May 04, 2005

Mind the Drop-Off

Aha, via Talking Points Yglesias, I see Robert Ball, everybody's favorite former Social Security Commissioner, has a new issue brief on the subject. So I pry it open, and lo, the man's endorsing most of the Brad Plumer plan for Social Security. He's too kind! And what are the odds? Actually, pretty good, since I lifted most of "my" ideas from an earlier piece by Ball. Okay, enough navel-gazing. Just to add one thing, though, bear in mind that after we win the current debate about whether to keep Social Security or not, and move on to the debate about how to actually improve Social Security, we'll want to fix two oft-neglected things: the broken disability guidelines, and the too-meager benefits for both minimum wage workers and elderly survivors.

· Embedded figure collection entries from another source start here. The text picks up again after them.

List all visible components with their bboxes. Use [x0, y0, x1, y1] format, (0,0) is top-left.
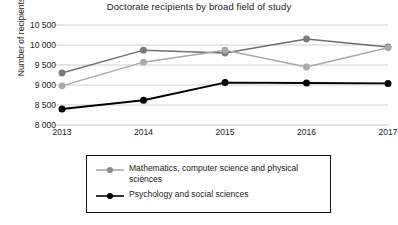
legend-label: Psychology and social sciences: [125, 189, 249, 200]
y-tick-label: 10 500: [8, 20, 56, 30]
chart-container: Doctorate recipients by broad field of s…: [0, 0, 398, 225]
y-tick-label: 9 500: [8, 60, 56, 70]
plot-svg: [0, 0, 398, 142]
data-point: [140, 47, 147, 54]
y-tick-label: 9 000: [8, 80, 56, 90]
legend-label: Mathematics, computer science and physic…: [125, 163, 322, 184]
legend-marker-icon: [95, 190, 125, 202]
data-point: [140, 59, 147, 66]
x-tick-label: 2013: [39, 127, 85, 137]
y-tick-label: 10 000: [8, 40, 56, 50]
legend-marker-icon: [95, 164, 125, 176]
x-tick-label: 2014: [121, 127, 167, 137]
data-point: [303, 64, 310, 71]
data-point: [385, 44, 392, 51]
data-point: [59, 82, 66, 89]
data-point: [222, 79, 229, 86]
y-tick-label: 8 500: [8, 100, 56, 110]
data-point: [303, 80, 310, 87]
data-point: [140, 97, 147, 104]
x-tick-label: 2017: [365, 127, 398, 137]
plot-area: [0, 0, 398, 142]
legend-item: Psychology and social sciences: [95, 189, 322, 202]
data-point: [385, 80, 392, 87]
x-tick-label: 2016: [284, 127, 330, 137]
data-point: [59, 106, 66, 113]
data-point: [59, 70, 66, 77]
x-tick-label: 2015: [202, 127, 248, 137]
data-point: [303, 36, 310, 43]
legend-item: Mathematics, computer science and physic…: [95, 163, 322, 184]
legend: Mathematics, computer science and physic…: [86, 155, 331, 213]
data-point: [222, 47, 229, 54]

But now's not the time for that discussion: No, the biggest problem with Social Security today is that the President of the United States wants to eliminate the program. So with that in mind, Ball makes a very important point, re: Bush's price-indexing:
The only true measure of the effectiveness of a retirement system is the extent to which it replaces what the worker has been earning in the years shortly before retirement.
Yes, well done! Look, in the debate over whether future benefits should be indexed to wages or prices, there are a lot of very red herrings strewn about. The pro-wage-index side says, hey, benefits ought to keep up with standards of living so seniors of the future can still buy innovations of the future, like DVD players with buttons on them or whatever. The pro-price indexing side, meanwhile, responds with arguments about how the basket of goods to measure CPI changes over time so no, seniors of the future will be just fine if they have benefits that are equal in real terms to what they are today. And so forth.

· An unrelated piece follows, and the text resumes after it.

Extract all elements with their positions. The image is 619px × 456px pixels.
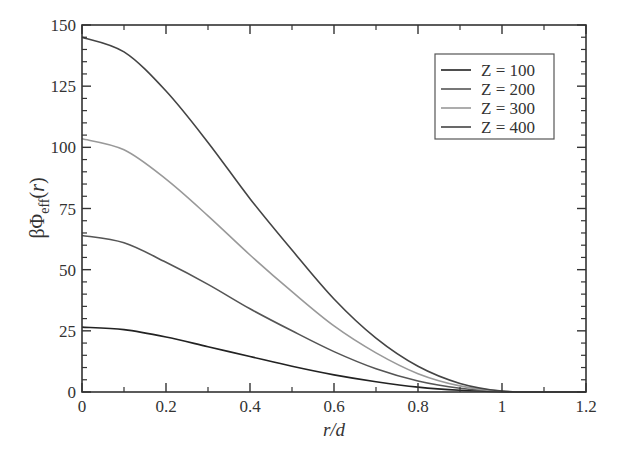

Bah! As Ball says, the main thing that matters here is the drop-off from pre-retirement to post-retirement. As wages rise, you want post-retirement income to rise with it, so that the replacement rate is constant. Otherwise, if you're living off X dollars a year at the age of 67 and then have to live off 0.2X dollars the next, that's a big jump down, and a drastic and difficult change in lifestyle, regardless of what you can and can't buy with 0.2X. So Social Security should be the sturdiest leg of a three-legged stool (the other legs being private savings and possibly a 401k or other company pension) that helps minimize that drop once you, uh, finish dancing on the bar-counter. With price-indexing, the bar-counter would keep getting higher and higher, but the stool wouldn't be guaranteed to rise along with it, so you risk having the drop-off on retirement get steeper and more difficult over time. Whatever, this metaphor sucks, but you know what I mean...

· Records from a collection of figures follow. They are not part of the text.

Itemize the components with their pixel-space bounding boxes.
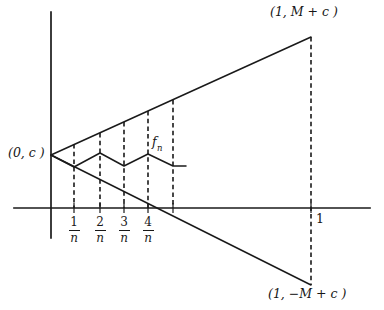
x-tick-label-fraction: 1 n — [63, 216, 85, 244]
point-label-bottom-right: (1, −M + c ) — [268, 288, 346, 301]
x-tick-label-fraction: 4 n — [137, 216, 159, 244]
point-label-top-right: (1, M + c ) — [270, 6, 338, 19]
function-label-subscript: n — [157, 143, 162, 153]
fraction-numerator: 3 — [113, 216, 135, 229]
function-label-base: f — [152, 134, 157, 149]
fraction-denominator: n — [137, 232, 159, 245]
fraction-denominator: n — [113, 232, 135, 245]
diagram-background — [0, 0, 384, 310]
point-label-origin: (0, c ) — [8, 147, 45, 160]
fraction-denominator: n — [63, 232, 85, 245]
x-tick-label-one: 1 — [316, 213, 324, 226]
fraction-denominator: n — [89, 232, 111, 245]
math-diagram — [0, 0, 384, 310]
x-tick-label-fraction: 3 n — [113, 216, 135, 244]
x-tick-label-fraction: 2 n — [89, 216, 111, 244]
fraction-numerator: 1 — [63, 216, 85, 229]
function-label-fn: fn — [152, 136, 162, 151]
fraction-numerator: 2 — [89, 216, 111, 229]
fraction-numerator: 4 — [137, 216, 159, 229]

Oh, P.S. Speaking of three-legged stools, what the devil? Not only is Matt maintaining Marshall-like replacements rates at TPM, but I click over to Tapped and the eponomyous site and he's still barn-blazing at both of those sites as well. Truly insane! What I'd really like to see is a "post-off" between him and our ominpresent friend praktike to find out who can produce the most original content per hour.